Andy Warhol, Campbell's Soup series, 1968.
Halcyon's newest exhibition, set on the film-set bustle of New Bond Street, proves to be an unprecedentedly comprehensive survey of Andy Warhol's (extensive) work, spanning three floors and nearly three decades.

Andy Warhol, 'Siberian Tiger', 1983.

Andy Warhol, 'Paramount', 1985.
The feeling of immersion in the exhibition is like hearing a 'greatest hits' CD by a legend buried in the mists of time, whose riffs stir some memory you didn't know was lurking. This sense is compounded by the echoes of Warhol I see everywhere in the world outside this gallery (but often inside others), invoked by his original images on the walls here - a complicated relationship between influencer and influenced, I find that Warhol reminds me of something which reminds me of Warhol, in a sort of recursive loop. His aesthetic is so entrenched as to feel paradigmatic rather than innovative now, so it's worth being reminded that Warhol 'did it first'.
Warhol's aesthetic has permeated our culture in a very profound way, and his influences prove to be symbiotic. He took much of his material from pop culture - film stars, advertising - and he's fed straight back into the zeitgeist he mined as it's evolved.

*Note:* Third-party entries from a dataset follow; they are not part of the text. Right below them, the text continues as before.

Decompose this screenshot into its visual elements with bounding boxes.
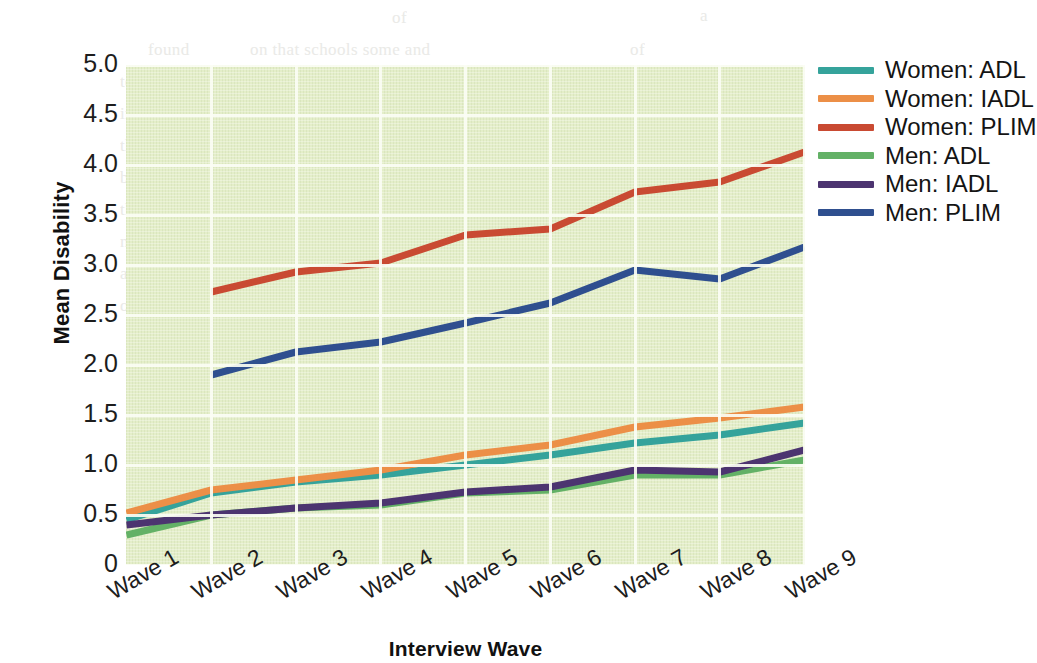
legend-label: Women: PLIM [885,115,1037,139]
gridline-vertical [718,65,721,565]
y-tick-label: 5.0 [6,49,118,78]
y-tick-label: 2.0 [6,349,118,378]
legend-color-swatch [818,209,874,216]
legend-item[interactable]: Men: IADL [818,170,1034,199]
legend-item[interactable]: Women: IADL [818,85,1034,114]
y-tick-label: 3.0 [6,249,118,278]
gridline-vertical [634,65,637,565]
legend-item[interactable]: Women: ADL [818,56,1034,85]
y-tick-label: 3.5 [6,199,118,228]
y-axis-ticks: 00.51.01.52.02.53.03.54.04.55.0 [0,0,118,663]
legend-item[interactable]: Men: ADL [818,142,1034,171]
legend-color-swatch [818,67,874,74]
legend-item[interactable]: Women: PLIM [818,113,1034,142]
legend-label: Women: ADL [885,58,1026,82]
legend-label: Women: IADL [885,87,1034,111]
gridline-vertical [210,65,213,565]
legend-label: Men: PLIM [885,201,1001,225]
y-tick-label: 0 [6,549,118,578]
gridline-vertical [803,65,805,565]
gridline-vertical [464,65,467,565]
legend-item[interactable]: Men: PLIM [818,199,1034,228]
series-line [211,152,804,292]
gridline-vertical [295,65,298,565]
legend-color-swatch [818,181,874,188]
y-tick-label: 2.5 [6,299,118,328]
legend-label: Men: ADL [885,144,990,168]
gridline-vertical [379,65,382,565]
y-tick-label: 4.5 [6,99,118,128]
y-tick-label: 4.0 [6,149,118,178]
legend-label: Men: IADL [885,172,998,196]
y-tick-label: 1.0 [6,449,118,478]
legend-color-swatch [818,152,874,159]
gridline-vertical [549,65,552,565]
y-tick-label: 1.5 [6,399,118,428]
plot-area [126,65,805,565]
legend-color-swatch [818,95,874,102]
legend-color-swatch [818,124,874,131]
chart-legend: Women: ADLWomen: IADLWomen: PLIMMen: ADL… [818,56,1034,227]
y-tick-label: 0.5 [6,499,118,528]
x-axis-title: Interview Wave [126,637,805,661]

Andy Warhol, '$ Quadrant', 1982.
However relevant you think Warhol is (or isn't) now, you'd have to agree that his aesthetic has permeated our culture in a very profound way, and his influences prove to be symbiotic. He took much of his material from pop culture - film stars, advertising - and he's fed straight back into the zeitgeist he mined as it's evolved.

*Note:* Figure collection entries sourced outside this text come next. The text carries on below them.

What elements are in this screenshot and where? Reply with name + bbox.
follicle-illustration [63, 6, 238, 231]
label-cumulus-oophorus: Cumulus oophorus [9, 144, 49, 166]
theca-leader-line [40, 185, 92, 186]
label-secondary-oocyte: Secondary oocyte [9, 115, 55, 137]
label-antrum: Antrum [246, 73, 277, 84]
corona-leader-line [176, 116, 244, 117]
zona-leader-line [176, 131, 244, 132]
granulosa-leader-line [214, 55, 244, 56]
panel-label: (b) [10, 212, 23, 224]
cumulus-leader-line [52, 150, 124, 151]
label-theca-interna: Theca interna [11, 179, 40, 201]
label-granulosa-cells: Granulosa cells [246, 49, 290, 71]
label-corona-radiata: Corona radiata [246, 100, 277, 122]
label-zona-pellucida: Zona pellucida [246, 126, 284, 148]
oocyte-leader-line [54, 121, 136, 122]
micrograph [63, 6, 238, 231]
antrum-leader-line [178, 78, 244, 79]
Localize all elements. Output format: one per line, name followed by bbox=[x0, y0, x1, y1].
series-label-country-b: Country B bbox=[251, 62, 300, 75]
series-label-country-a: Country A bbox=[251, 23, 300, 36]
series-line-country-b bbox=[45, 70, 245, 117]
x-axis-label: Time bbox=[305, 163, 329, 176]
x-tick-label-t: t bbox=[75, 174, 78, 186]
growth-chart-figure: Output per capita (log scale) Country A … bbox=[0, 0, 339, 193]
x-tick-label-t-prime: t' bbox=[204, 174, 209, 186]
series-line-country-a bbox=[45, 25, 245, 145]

Andy Warhol, 'Anatom', 1987.
Much of Warhol's work deals with capitalism and the self-perpetuating law of mass production. Despite the art-world's fetishisation of 'the original', rampant consumerism in the western world has meant that, in fact, it is volume rather than uniqueness of an object which cements its puissance. This is something that Warhol tapped into expertly, with all the nouse of a marketing manager, and it's part of what has insured his legendary status.

Andy Warhol, 'Campbell's Soup Box, Chicken Noodle', 1986.
There's a tension throughout Warhol's portfolio between satire and sincerity. On the one hand, he parodied consumerism by aping it with galling transparency, forcing the modern world to confront much if what is ugly within. On the other, he applied to his own work the very laws of marketing which make a brand ubiquitous, and profited enormously. This central conceit is at times obscured, at others playful and biting.
See 'Warhol Icons' at Halcyon Gallery on New Bond Street, open until June 26th.

Andy Warhol, 'Blackglama (Judy Garland)', 1985.
See 'Warhol Icons' at Halcyon Gallery on New Bond Street, open until June 26th. 'Icons' is apt - it's a pretty singular feeling to stand in the middle of a room and recognise most of the images hanging around you, despite never having seen them in the flesh before.